Global analyses: One of the first requirements is to plot a histogram of the lengths of mapped reads—a peak at 21–22 nt implying an siRNA response, and a high frequency of 24–30 nt with a peak at 28 a piRNA response. In viRome, this can be created using the barplot.bam function. Users may also create a report using the sequence.report function. This produces a data.frame in R that summarizes and counts the sequences aligned to each base in a given reference sequence. Users can see the exact sequence, its length, the location and strand of the alignment plus a count of how many times that sequence occurs. As a data.frame, this can be easily exported to Excel or other spreadsheet software.

Location-based analyses: Although many viruses are targeted by the siRNA pathway throughout the genome, others are targeted only in limited regions (Sabin et al., 2013). A heatmap representing the occurrence of all mapped read lengths across all genomic locations can be produced using the size.position.heatmap function, and barplots showing counts for each genomic location for each read length generated using the stacked.barplot function.

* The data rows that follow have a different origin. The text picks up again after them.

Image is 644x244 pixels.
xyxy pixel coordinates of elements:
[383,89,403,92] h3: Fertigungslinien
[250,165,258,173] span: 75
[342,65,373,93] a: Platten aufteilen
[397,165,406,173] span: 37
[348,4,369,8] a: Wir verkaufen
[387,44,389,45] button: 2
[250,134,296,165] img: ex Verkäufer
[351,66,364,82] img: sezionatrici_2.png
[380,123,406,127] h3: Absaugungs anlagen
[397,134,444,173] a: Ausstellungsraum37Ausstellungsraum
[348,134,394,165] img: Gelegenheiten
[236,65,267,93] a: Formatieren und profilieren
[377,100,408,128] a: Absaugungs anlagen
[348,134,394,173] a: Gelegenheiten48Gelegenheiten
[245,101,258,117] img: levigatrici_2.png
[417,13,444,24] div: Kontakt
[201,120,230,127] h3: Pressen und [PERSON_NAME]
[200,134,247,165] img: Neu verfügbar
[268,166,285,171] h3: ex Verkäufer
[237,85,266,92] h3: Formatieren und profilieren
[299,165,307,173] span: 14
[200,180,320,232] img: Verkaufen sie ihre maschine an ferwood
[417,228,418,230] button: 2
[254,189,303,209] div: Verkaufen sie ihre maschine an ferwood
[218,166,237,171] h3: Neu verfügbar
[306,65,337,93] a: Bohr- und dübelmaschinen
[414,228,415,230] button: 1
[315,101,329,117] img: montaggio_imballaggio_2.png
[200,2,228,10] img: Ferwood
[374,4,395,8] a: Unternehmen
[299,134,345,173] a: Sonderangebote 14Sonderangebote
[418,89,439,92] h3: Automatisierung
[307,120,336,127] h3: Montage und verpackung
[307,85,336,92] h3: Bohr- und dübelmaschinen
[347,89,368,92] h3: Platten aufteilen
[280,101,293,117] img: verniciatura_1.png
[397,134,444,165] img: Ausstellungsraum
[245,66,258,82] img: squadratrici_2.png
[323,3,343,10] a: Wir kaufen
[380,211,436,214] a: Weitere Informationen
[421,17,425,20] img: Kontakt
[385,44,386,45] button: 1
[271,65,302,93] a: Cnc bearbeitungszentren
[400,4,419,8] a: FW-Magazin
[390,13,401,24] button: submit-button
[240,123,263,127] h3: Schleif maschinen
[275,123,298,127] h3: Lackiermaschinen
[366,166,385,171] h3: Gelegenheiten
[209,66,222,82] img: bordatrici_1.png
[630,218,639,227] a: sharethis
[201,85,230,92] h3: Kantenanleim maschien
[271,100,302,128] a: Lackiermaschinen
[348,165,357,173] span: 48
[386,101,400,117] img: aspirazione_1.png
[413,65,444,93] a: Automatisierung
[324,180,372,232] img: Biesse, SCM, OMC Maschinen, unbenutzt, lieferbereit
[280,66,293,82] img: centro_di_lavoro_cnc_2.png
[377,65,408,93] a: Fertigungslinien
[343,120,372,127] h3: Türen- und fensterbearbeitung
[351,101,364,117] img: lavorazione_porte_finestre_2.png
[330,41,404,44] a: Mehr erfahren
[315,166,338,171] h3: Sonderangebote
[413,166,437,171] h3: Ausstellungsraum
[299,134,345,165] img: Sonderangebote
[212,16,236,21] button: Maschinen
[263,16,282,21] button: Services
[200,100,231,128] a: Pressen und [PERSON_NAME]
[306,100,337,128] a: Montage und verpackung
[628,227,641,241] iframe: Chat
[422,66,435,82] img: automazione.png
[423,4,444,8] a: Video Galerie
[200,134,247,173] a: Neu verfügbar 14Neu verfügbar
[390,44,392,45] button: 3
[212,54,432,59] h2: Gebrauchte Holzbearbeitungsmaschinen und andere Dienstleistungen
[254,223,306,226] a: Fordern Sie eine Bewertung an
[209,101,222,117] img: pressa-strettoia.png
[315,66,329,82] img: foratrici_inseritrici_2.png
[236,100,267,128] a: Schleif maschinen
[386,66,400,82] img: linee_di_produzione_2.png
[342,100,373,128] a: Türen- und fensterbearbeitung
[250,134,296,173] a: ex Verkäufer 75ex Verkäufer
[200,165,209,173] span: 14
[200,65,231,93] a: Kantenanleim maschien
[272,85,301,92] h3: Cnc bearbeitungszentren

Read-based analyses: Read-based analyses allow users to focus on patterns in particular subsets of reads. Single barplots showing the location, strand and count of reads mapping throughout the genome can be visualized using the position.barplot function. The base composition of subsets of reads can be calculated with the make.pwm function. Sequence signatures of the piRNA pathway include a strong U1 bias in primary, antisense piRNAs and following ‘ping-pong’ cycle amplification involving AGO3 and Aub, a strong A10 bias in secondary sense piRNAs in Drosophila (Brennecke et al., 2007). Similar motifs have been found in piRNAs and viral piRNA-like molecules in mosquitoes or derived cell lines (Morazzani et al., 2012; Schnettler et al., 2013; Vodovar et al., 2012). The output of make.pwm can be plotted as a heatmap using the pwm.heatmap function, or used with external packages such as seqLogo and motifStack to produce sequence logos. Finally, the 5′-ends of complementary piRNAs are most frequently separated by 10 nt (Brennecke et al., 2007; Vodovar et al., 2012) because of the earlier described ‘ping-pong’ amplification. The distance between 5′-ends of piRNAs mapping to opposite strands can be summarized and visualized using the read.dist.plot function.

3 CONCLUSIONS

Deep sequencing experiments have revealed a variety of interesting and unique signatures of the miRNA, siRNA and piRNA pathways, and there is a need for software that allows scientists to process such data. We have developed viRome, a package for R that allows the interactive generation of a range of informative plots and reports. As an R package, viRome is available on a range of operating systems. viRome is released under an open-source license and can be downloaded from http://virome.sf.net, where a tutorial is also available.

Funding: UK Biotechnology and Biological Sciences Research Council (BBSRC) (BB/J004243/1; BB/J004235/1) (to M.W.); UK Medical Research Council (MRC) (to A.K. and E.S.); The Netherlands Organisation for Scientific Research NWO (Rubicon Fellowship number: 825.10.021) (to E.S.).

Conflict of Interest: none declared.